The Windows [8] Store (and other App Store comments)

The world got a pretty good explanation of things yesterday and as far as my development is concerned I’m sold on the idea. I’m not sure which apps I’ll be porting or when (I still have nothing on the Mac App Store). What I specifically find intriguing is that 80/20 vs 70/30 split price break at USD25000. That’s a pretty small number. But there is one are in which I’m disappointed and hope I can be proven wrong.

Designed for discovery
Ensuring the visibility of apps and the efficiency and fluidity of app discovery became the fundamental building block of our Store design. We use minimal chrome so apps shine through, and complement the apps with a series of way-finding and promotion mechanisms—search, category browse, ranking lists, editorial curation — to help people find great apps.

Windows Store is designed for easy app discovery

We designed the landing page to push compelling apps to the surface. We use categories to help organize the apps—the latest, most popular, and fast rising apps all have dedicated lists surfaced here. You’ll see personalized app recommendations and also topic pages that promote apps related to editorial themes, helping surface what would otherwise be hidden gems.

Navigation is simple and consistent with the model of Windows 8. Built-in search supports directed discovery, fluid panning moves you through the categories, and category filters help locate the most relevant apps.

What they describe as “discovery” is no different from how Apple does it, and the App Store has decidedly poor discovery. The problem with both of these is that people buy things BECAUSE they’re in the top whatever, and thus stay at that position or at least in that decade.

There’s also the problem of “featured” sections. These are highly subjective and can probably be bought so some extent. For example, Apple often features big name apps that are terrible just so they can say “Look! iOS has Citrix support”. Apple or MS can also stuff this sections with their own apps as Apple did when Final Cut Pro X came out.

A few things all app stores need to do

  1. A very obvious setting to show/hide already purchased apps
  2. A way to hide apps for any reason whatsoever (purchased not through app store, sick of seeing something you’ll never buy, etc)
  3. Keep games out of the top overall rankings
  4. Differentiate between daily (current) and all time in lists.
  5. Keep lists long. If you use Apple’s xml feed, the lists go up to 400, but only 200 show in iTunes. Nothing wrong with a “next” button is there?

That’s obviously not going to fix much but basically what I think would help would be to make the “Genius” like features more upfront instead of a feature you have to choose to use. I think hiding apps and making ranking lists more relative would help a lot though. I don’t have too many apps to organize and even I find top-10 lists populated almost entirely with things I’ve already purchased.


> [What to do] For this exercise, the lines from the one with "The width and height of the screenshot is (1164, 539)." through the end of the material below must be output exactly, without pictures.

> [Data for processing]
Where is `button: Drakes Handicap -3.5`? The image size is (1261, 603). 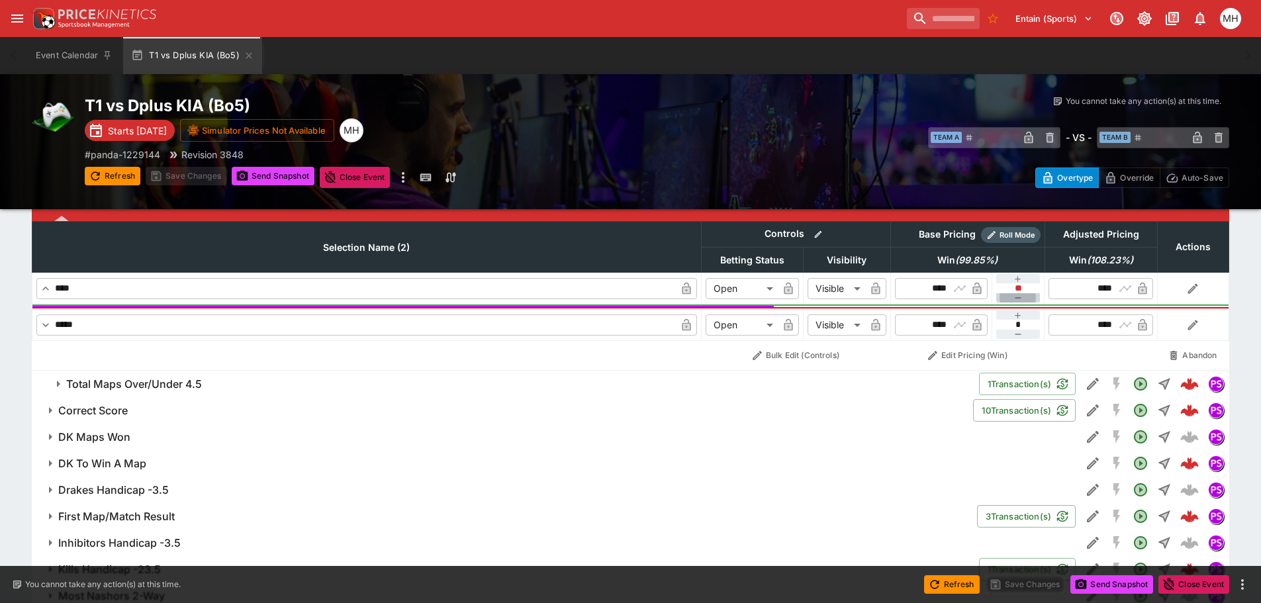 button: Drakes Handicap -3.5 is located at coordinates (556, 490).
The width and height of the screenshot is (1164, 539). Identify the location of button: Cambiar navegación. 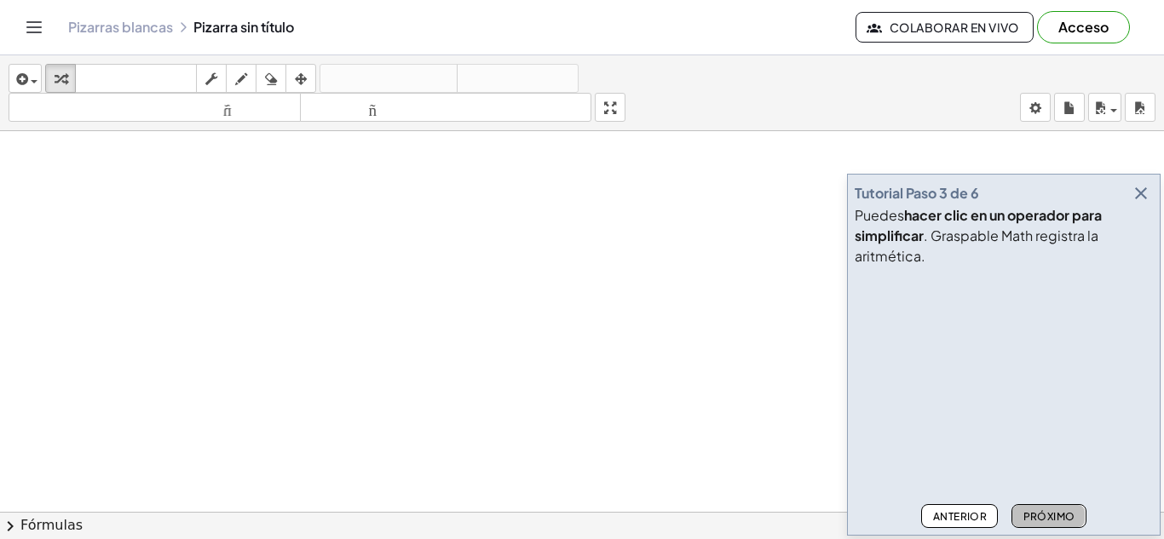
(34, 27).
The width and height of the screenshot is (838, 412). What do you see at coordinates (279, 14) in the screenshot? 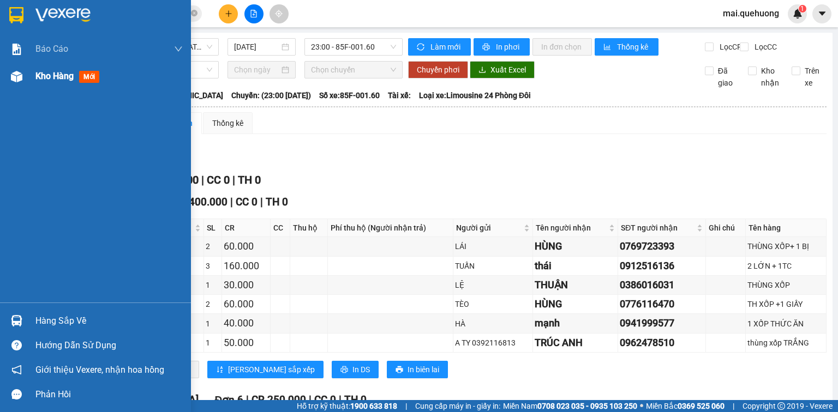
I see `button: aim` at bounding box center [279, 14].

> [Task answer]
The width and height of the screenshot is (1164, 539). Identify the location of button: Cambiar navegación. 
(34, 27).
The width and height of the screenshot is (838, 412). What do you see at coordinates (279, 14) in the screenshot? 
I see `button: aim` at bounding box center [279, 14].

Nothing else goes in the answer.